Skin Aging: Examination

A comprehensive clinical examination is the basis for selecting further diagnostic steps:

  • General physical examination – including blood pressure, pulse, body weight, height; furthermore:
    • Inspection (viewing).
      • Skin
        • Wrinkles
        • Sagging
        • Yellowish discoloration
        • Irregular pigmentation
        • Dryness
        • Roughness
        • Loss of elasticity
        • Age spots
        • Age warts
        • Angiomas (hematomas)
      • Hairiness
        • The color of the hair on the head is often yellowish dirty gray
        • Increased hair growth in the middle parts of the eyebrows (sideways eyebrow hair fall out), ears, nasal entrance.
      • Nails
        • Thick nails
        • Brittle nails
        • V. a. the nail of the big toe often changes its direction of growth and becomes misshapen thick
    • Inspection and palpation (palpation) of the thyroid gland [due todifferential diagnoses: hypothyroidism (hypothyroidism)].
  • Dermatological examination [due todifferential diagnoses:
    • Atopic eczema (neurodermatitis).
    • Bullous pemphigoid (synonyms: parapemphigus, senile pemphigus, erythema bullosum chronicum, dermatitis herpetiformis senilis) – chronic, blistering disease with bulging, subepidermal blisters that form on reddened or normal skin; the disease occurs in the elderly and occasionally in children.
    • Eczema (dermatitis (inflammation of the skin), especially with pruritus (itching) and erythema (areal redness of the skin)).
    • Elastosis (degeneration of the elastic fibers of the skin, which occurs with age).
    • Ichthyoses (genetic disease that leads to cornification disorders of the skin).
    • Keratosis senilis (horn and wart-like brown growths (skin patches) that occur mainly in the elderly after chronic exposure to light, with possible transition in squamous cell carcinoma).
    • Nevus cell nevi (birthmark)
    • Psoriasis vulgaris (psoriasis)
    • Pruritus senilis (itching of aging skin).
    • Purpura senilis (spontaneous skin bleeding due to vulnerable skin).
    • Seborrheic keratosis (age wart)
    • Senile angiomas (tumor-like vascular neoplasm).
    • Senile lentigines (brown sharply demarcated spots that appear with age (age spots)).
    • Xeroderma (dry, brittle skin) (hypersensitivity of the skin and mucous membrane to environmental influences)]

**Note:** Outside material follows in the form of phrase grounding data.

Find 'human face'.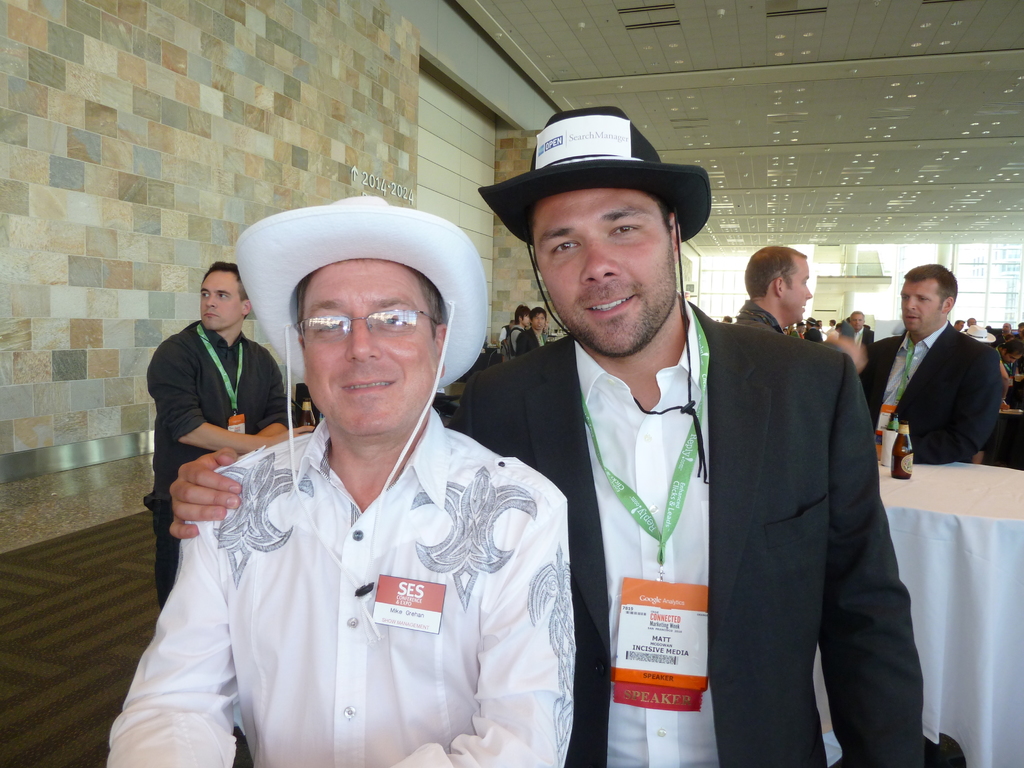
rect(1005, 324, 1010, 336).
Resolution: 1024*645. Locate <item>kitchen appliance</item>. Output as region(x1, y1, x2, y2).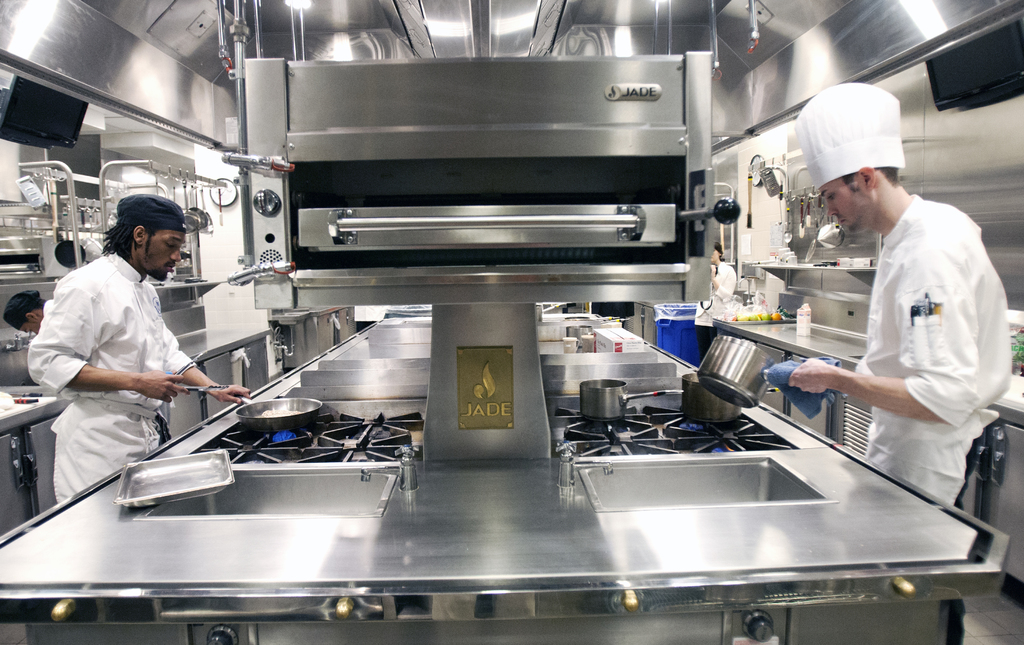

    [due topossible secondary diseases:

    • Eczematous manifestations (asteatotic eczema, exsiccation eczema, eczema craquelé) – especially on the extremities and often with excruciating itching (pruritus senilis).
    • Impaired wound healing due todecreasing immunocompetence (“immunosenescence).
    • Skin inflammation with thin vulnerable skin
    • Skin irritations
    • Purpura senilis (areal hemorrhages, especially on the upper extremities (aging skin is more sensitive to friction and shear trauma)).
    • Xereosis cutis (dryness of the skin).
    • Increase in inflammatory dermatoses such as bullous pemphigoid (characterized by bulging subepidermal blisters usually localized on an erythematous base)]
  • Cancer screening [due topossible sequelae: Increase in benign skin tumors such as seborrheic keratoses (Verrucae seborrhoicae), solar lentigines (Lentigines seniles; age spots) or senile angiomas; Increase in malignant skin tumors such as basaliomas, actinic keratoses as well as squamous cell carcinomas. Furthermore, the lentigo maligna, this is a pre-invasive melanoma]
  • Health check respectively anti-aging check.

Square brackets [ ] indicate possible pathological (pathological) physical findings.